• Please take a moment and update your account profile. If you have an updated account profile with basic information on why you are on Air Warriors it will help other people respond to your posts. How do you update your profile you ask?

    Go here:

    Edit Account Details and Profile

DDG-1000 dead in the water!

phrogpilot73

Well-Known Member
I agree that the current acquisition process is broken beyond belief, but I think it's because the government doesn't hold the contractor's feet to the fire. So when they charge us extra for a meeting to discuss being over budget, no one says anything about it. Guess what, it's a $4 Billion dollar contract, and you're going over budget - you can suck up the cost of the meeting out of your insane profit.

There is some benefit to ridiculously overpriced development contracts. You make it cheaper to retrofit other equipment, or build new platforms. Using the Seawolf as an example, it was grotesquely over budget - and I would argue that a good reason for that is they were trying to design a future technology, so there were high R&D costs. So when it got cancelled, guess what? Most of that technology found it's way into the Virginia class for a lot cheaper.

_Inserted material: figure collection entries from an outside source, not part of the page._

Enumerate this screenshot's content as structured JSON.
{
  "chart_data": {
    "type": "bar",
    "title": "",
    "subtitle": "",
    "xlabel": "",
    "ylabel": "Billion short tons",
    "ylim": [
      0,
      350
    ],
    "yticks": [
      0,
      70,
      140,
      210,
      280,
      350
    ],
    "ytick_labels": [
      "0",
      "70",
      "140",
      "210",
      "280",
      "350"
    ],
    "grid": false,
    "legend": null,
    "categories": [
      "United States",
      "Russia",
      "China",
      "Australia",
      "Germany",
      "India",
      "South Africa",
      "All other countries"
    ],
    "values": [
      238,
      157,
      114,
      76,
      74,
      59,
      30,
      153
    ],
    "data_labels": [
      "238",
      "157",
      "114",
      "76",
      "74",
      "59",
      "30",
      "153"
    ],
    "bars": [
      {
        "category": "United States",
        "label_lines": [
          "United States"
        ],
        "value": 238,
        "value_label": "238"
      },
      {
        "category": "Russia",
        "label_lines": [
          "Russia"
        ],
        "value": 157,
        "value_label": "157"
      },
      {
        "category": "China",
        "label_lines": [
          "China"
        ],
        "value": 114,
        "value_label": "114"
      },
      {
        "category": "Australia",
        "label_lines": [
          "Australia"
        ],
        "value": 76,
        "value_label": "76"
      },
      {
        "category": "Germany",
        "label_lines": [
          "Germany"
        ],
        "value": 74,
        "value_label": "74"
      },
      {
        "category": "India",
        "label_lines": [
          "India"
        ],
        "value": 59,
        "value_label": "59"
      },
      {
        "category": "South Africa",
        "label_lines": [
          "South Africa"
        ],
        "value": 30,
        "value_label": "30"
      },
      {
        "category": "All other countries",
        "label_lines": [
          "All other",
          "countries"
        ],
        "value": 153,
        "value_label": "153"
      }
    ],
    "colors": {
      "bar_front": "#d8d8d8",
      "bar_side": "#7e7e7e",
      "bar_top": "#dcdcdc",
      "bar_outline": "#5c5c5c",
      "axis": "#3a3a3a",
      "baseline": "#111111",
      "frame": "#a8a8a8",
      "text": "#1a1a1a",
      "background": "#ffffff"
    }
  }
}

I do agree there's got to be a cheaper way, but I'm not smart enough to know it.
 

BigRed389

Registered User
None
Odd. I think I know what they're talking about...and the thing is, if it can carry and launch Standards, and SPY-3 is at least as capable as SPY-1, it actually probably COULD guide SM-2s.
 

VetteMuscle427

is out to lunch.
None
Odd. I think I know what they're talking about...and the thing is, if it can carry and launch Standards, and SPY-3 is at least as capable as SPY-1, it actually probably COULD guide SM-2s.

SPY-1 radars don't do any guidence. The guidance is provided by SPG-62s
 

Flash

SEVAL/ECMO
None
Super Moderator
Contributor
Swiped shamelessly from neptunuslex:

http://blog.wired.com/defense/2008/08/navys-stealth-d.html

As someone only casually familiar with the program, I was pretty surprised to hear about the lack of air defense capability.

Odd. I think I know what they're talking about...and the thing is, if it can carry and launch Standards, and SPY-3 is at least as capable as SPY-1, it actually probably COULD guide SM-2s.

As much as I am not a fan of the Navy's recent ship procurement choices, I think you have to read what the VADM says very closely. Specifically "the current program of record".....

"However, in the current program of record, the DDG-1000 cannot perform area air defense; specifically, it cannot successfully employ the Standard Missile-2 (SM-2), SM-3 or SM-6, and is incapable of conducting Ballistic Missile Defense. "

My assumption, and while it could be incorrect I think I am on going down the right path, is that the way that the ships are currently set up they could not do the mission. I think that is a snapshot in time though, and the integration issues in incorporating SM-3's and SM-6's are planned to be fixed down the road. For many newer radars, it is simply a matter of doing some computer reprogamming in order to add capability. I imagine that is what wuold probably be done with the SPY-3 on the Zumwalt's.

I think it is a disingenuos to talk up the capability of the Burke's when they have been contuinually modified since thier introduction to the fleet, and many of their current capabilites were not "in the current program of record" when they were being built.

It looks to me that big Navy is throwing a program they don't want to deal with anymore under the bus. Overall a smart decision, and the higher ups gotta do what they gotta do, but be careful of taking everything said at face value.
 

SkywardET

Contrarian
http://www.washingtonpost.com/wp-dy...08/18/AR2008081801894.html?hpid=moreheadlines
A third one. There's still time to change our minds yet again.

I don't think there should be any reason why the SPY-3 couldn't have the capability added to provide guidance to a modified SM-2. SPY-3 is a much bigger radar, supposedly, than SPY-1 so I'm sure adding an additional processor or software wouldn't be that much of a burden. Perhaps a part of the SPY-3 could replicate what the SPG-62 does?
 

VetteMuscle427

is out to lunch.
None
http://www.washingtonpost.com/wp-dy...08/18/AR2008081801894.html?hpid=moreheadlines
A third one. There's still time to change our minds yet again.

I don't think there should be any reason why the SPY-3 couldn't have the capability added to provide guidance to a modified SM-2. SPY-3 is a much bigger radar, supposedly, than SPY-1 so I'm sure adding an additional processor or software wouldn't be that much of a burden. Perhaps a part of the SPY-3 could replicate what the SPG-62 does?

I'd wager that by the time the DDG-1000 actually comes online, the SM-6 will be around in sufficient number to equip 3 of them.